Worldwide, one million species are threatened with extinction and many ecosystems are being degraded, undermining essential services such as clean water, food and resilience to climate change. Ecosystem degradation generates greenhouse gas emissions, adding to existing climate chaos, including deadly floods in Europe, wildfires in the Amazon, drought and flooding in Africa and typhoons in Asia.
Success at October’s COP16 biodiversity summit and November’s COP29 climate summit requires ambitious commitments to accelerate action. It also requires the adoption of effective, equitable solutions: solutions based not only on western science, but also on the wisdom of Indigenous Peoples and local communities who have lived harmoniously with nature for thousands of years.
Safeguarding biodiversity
Nearly half a billion Indigenous Peoples in 90 countries maintain deep cultural and spiritual relationships with Mother Earth and protect sacred sites such as mountains, forests, lakes and rivers, which sustain all life. Indigenous territories, which cover 37% of the earth’s natural land, are essential for safeguarding biodiversity.
The traditional knowledge and innovations of Indigenous Peoples and local communities – including philosophies for living in balance with nature, agroecological food systems and resilient crop and livestock varieties – provide vital solutions for addressing the nature and climate crises.
However, their territories and cultures face significant threats from extractive industries and industrial agriculture, and from some of the very solutions intended to address the nature and climate crises, such as 'fortress conservation'. Recent examples include the eviction of Maasai pastoralists in Tanzania in the name of conservation, and the eviction of Ogiek forest peoples in Kenya for a carbon scheme.
Furthermore, traditional knowledge is rapidly disappearing, with approximately 20 Indigenous languages becoming extinct each year. Indigenous Peoples suffer widespread marginalisation and racism. In 2023, close to 200 environmental defenders were murdered: nearly half of them were Indigenous Peoples.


Nothing outside the range below should be printed. Output exactly the lines from the line with "Image is 868x431 pixels." to the line with "Image is 148x297 pixels.", both included.

====== Data for review ======

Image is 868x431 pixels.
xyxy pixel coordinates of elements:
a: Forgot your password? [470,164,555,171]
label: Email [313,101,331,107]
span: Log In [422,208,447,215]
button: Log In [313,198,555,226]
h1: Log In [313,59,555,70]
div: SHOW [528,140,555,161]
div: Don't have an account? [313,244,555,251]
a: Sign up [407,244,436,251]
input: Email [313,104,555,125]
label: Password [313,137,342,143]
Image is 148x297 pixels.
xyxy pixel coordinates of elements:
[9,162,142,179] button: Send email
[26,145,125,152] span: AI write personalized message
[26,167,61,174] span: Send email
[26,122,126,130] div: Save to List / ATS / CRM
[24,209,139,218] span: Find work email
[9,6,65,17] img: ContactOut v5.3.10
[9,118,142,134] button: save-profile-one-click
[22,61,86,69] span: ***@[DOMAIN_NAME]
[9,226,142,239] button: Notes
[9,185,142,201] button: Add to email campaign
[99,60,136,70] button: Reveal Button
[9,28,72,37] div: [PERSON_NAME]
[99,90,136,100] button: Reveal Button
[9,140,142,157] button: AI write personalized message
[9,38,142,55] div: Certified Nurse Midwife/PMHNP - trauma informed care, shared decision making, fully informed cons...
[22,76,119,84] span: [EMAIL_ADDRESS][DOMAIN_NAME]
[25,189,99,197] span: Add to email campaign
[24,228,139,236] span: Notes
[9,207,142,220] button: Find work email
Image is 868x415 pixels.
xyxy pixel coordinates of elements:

======
====== Data for review ======

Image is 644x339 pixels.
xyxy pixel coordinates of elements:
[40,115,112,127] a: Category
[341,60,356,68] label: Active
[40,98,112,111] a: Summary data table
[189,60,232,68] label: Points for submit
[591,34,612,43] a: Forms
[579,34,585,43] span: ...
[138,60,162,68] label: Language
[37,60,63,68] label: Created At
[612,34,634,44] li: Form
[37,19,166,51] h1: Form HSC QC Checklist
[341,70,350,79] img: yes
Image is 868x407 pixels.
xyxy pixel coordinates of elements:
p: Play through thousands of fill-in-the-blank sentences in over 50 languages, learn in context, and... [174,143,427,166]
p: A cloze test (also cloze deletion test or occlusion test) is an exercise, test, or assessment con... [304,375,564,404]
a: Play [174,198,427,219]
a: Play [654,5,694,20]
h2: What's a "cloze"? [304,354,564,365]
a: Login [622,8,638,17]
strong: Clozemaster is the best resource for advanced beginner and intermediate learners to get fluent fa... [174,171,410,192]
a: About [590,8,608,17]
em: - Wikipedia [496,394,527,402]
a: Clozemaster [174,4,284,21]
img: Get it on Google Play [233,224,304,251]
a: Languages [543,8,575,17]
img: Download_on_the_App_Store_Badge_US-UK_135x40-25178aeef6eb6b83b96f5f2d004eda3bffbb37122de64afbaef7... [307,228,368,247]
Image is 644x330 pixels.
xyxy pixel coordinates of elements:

======
====== Data for review ======

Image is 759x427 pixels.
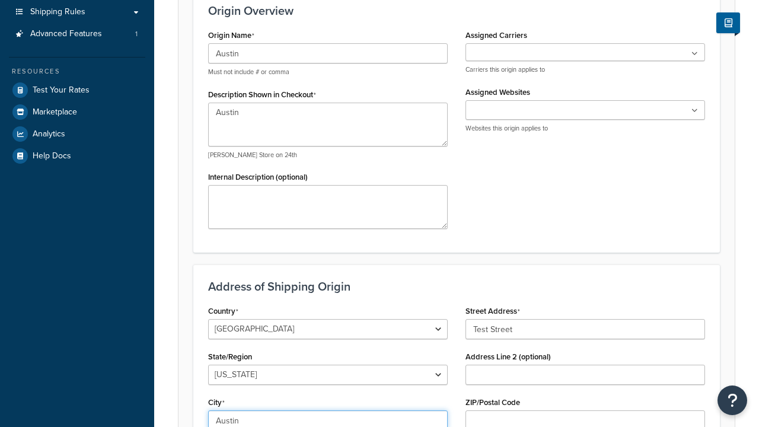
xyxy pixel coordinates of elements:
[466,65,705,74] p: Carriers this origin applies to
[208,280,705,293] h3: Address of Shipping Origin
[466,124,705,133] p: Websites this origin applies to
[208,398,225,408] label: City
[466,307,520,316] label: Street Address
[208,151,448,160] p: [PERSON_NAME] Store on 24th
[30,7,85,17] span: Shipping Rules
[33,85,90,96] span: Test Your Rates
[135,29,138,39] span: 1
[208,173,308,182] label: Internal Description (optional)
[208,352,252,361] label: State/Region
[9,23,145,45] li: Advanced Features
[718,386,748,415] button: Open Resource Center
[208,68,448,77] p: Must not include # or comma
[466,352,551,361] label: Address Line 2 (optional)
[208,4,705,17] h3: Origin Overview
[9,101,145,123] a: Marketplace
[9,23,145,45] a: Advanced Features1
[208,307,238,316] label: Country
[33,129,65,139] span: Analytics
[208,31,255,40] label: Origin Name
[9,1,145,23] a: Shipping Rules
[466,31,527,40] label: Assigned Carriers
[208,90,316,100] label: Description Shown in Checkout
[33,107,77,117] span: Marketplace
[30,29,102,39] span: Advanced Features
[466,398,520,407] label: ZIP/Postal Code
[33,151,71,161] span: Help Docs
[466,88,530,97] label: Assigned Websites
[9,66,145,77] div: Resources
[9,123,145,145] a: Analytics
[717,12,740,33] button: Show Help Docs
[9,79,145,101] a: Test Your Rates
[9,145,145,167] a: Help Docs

======

Problem solution
Image is 868x431 pixels.
xyxy pixel coordinates of elements:
a: Forgot your password? [470,164,555,171]
label: Email [313,101,331,107]
span: Log In [422,208,447,215]
button: Log In [313,198,555,226]
h1: Log In [313,59,555,70]
div: SHOW [528,140,555,161]
div: Don't have an account? [313,244,555,251]
a: Sign up [407,244,436,251]
input: Email [313,104,555,125]
label: Password [313,137,342,143]
Image is 148x297 pixels.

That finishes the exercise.